WD posts sequential disk revenue decline after splitting off Sandisk

Western Digital reported a 31 percent year-on-year revenue increase in its first incarnation as a disk-drive-only company following its spin-out of the Sandisk NAND and SSD business on February 1.

The company reported revenues of $2.29 billion for its third fiscal 2025 quarter, ended March 28, up on a Y/Y basis but down 5 percent quarter on quarter. It also announced a quarterly dividend program with an $0.10/share payment this quarter. There was a GAAP profit of $520 million, compared to a year-ago $135 million, around 285 percent higher.

Irving Tan

CEO Irving Tan stated: “Western Digital executed well in its fiscal third quarter achieving revenue at the high end of our guidance range and gross margin over 40 percent.” 

He was at pains to point out that disk drives had a great future: “From enterprise workloads to the explosion of AI-generated content, such as the millions of images and viral videos generated through AI, data generation is accelerating at an unprecedented pace. Even in a world marked by geopolitical uncertainty and shifting tariff dynamics, one thing remains constant: the exponential growth of data. When it comes to storing that data, at scale, no technology rivals the cost-efficiency and reliability of HDDs.”

Financial summary:

  • Gross margin: 40.1 percent
  • Operating cash flow: $508 million vs $403 million in Q2
  • Free cash flow: $436 million vs $335 million in Q2
  • EPS: $1.36 vs $1.18 in Q2
  • Cash & cash equivalents: $3.5 billion

Exabyte shipments decreased 6 percent Q/Q due to lower unit shipments than last quarter.  Although unit ships of 12.1 million drives were up 3.4 percent Y/Y they were down 10 percent sequentially. The damage was not felt evenly in WD’s three market segments, with cloud, the largest segment, suffering the most:

  • Cloud (hyperscalers and datacenters): 8.3 million and down 10.1 percent Q/Q
  • Client (PCs and OEMS): 1.9 million vs 2.1 million last quarter and down 10 percent Q/Q
  • Consumer (retail): 1.9 million vs 2.1 million last quarter and down 10 percent Q/Q

WD said it shipped 800,000 units of 11-platter drives with capacities up to 26 TB CMR and 32 TB UltraSMR. 

Interestingly, Seagate also reported sequentially lower disk drive shipments a day or so ago, due to a production machinery foul-up.
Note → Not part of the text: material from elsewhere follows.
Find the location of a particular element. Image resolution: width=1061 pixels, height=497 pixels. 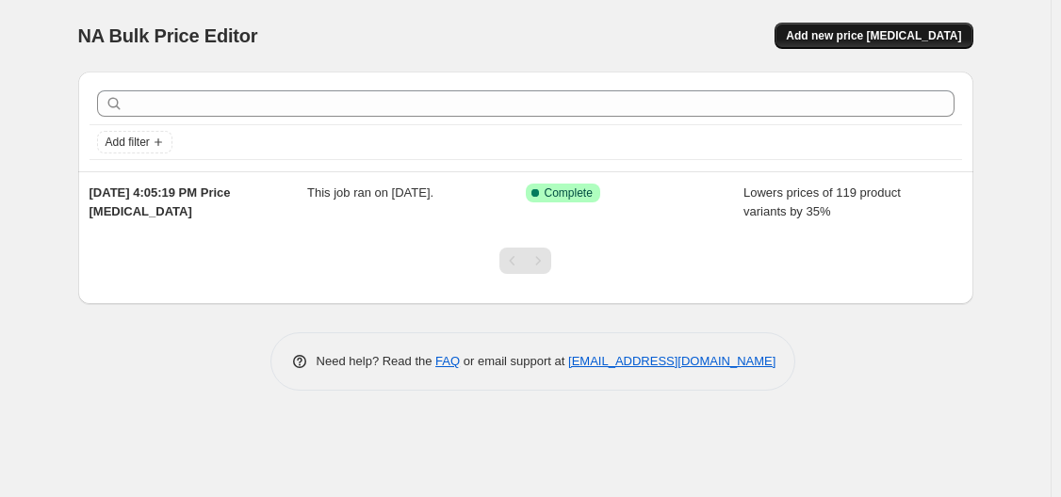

That was not the case with WD.

The three WD market segments had mixed results in revenue terms:

  • Cloud revenue rose 38 percent Y/Y but decreased 4 percent Q/Q to $2 billion, due to a “slight reduction in nearline HDD shipments, reflecting variations in customer deployment timing and supply-demand tightness.”
  • Client revenues of $140 million  dropped 2 percent Y/Y and 2 percent sequentially, partly due to flat HDD performance amid pricing pressures.” 
  • Consumer revenue saw a 4 percent Y/Y decline and more significant 13 percent sequential decline to $173 million, driven by softer demand for HDDs in retail and end-user markets. 

Cloud is the largest and most important segment, representing 87 percent of WD’s revenue. Its coming HAMR technology, supporting 40 TB and beyond capacity drives, will be important there and Tan said: “We are working closely on HAMR with two hyperscale customers and continue to receive encouraging ongoing feedback on our drives.”

He added: “We are looking to start qualification in the second half of calendar year 2026 and then ramping up production at scale in the first half of calendar year 2027.” The two hyperscalers have engineering sample drives.

Tan made the further point that: “There are some rack level changes that will be required for the deployment of HAMR. So, you’re not going to be able to mix and match the drives that easily. Similar to Ultra SMR, there are some whole site software changes that are required as well. But, these are very sophisticated customers. Their datacenter architects are very familiar with what’s needed to be done.”

WD expects to launch 28TB CMR and 36TB SMR drives in the next few months which should please data center customers.

Seagate’s acquisition of HDD platter coating machinery supplier Intevac shouldn’t impact WD. Tan said: “We have obviously two sputtering systems that we use. So, we have resiliency within our technology supply chains.”

And then this: “We’re obviously looking out for opportunities in which we can continue to capture even more value and accrete even more value to our products through potential acquisitions and vertical integration.”

Next quarter’s revenue outlook is $2.5 billion +/- $150 million, and a 24.8 percent increase from the year-ago fourth quarter. It is also up sequentially, “driven by sustained strength in data center demand.” That would produce $9.4 billion in full fy2025 revenues compared to $6.3 billion last year; a 49 percent increase.

Interim CFO Don Bennett said: “This guidance includes our current estimate of all anticipated or known tariff related impacts on our business in this period.” Tan emphasized: “We continue to maintain strong conviction in the business, and are confident that we will weather this uncertainty and come out even stronger.”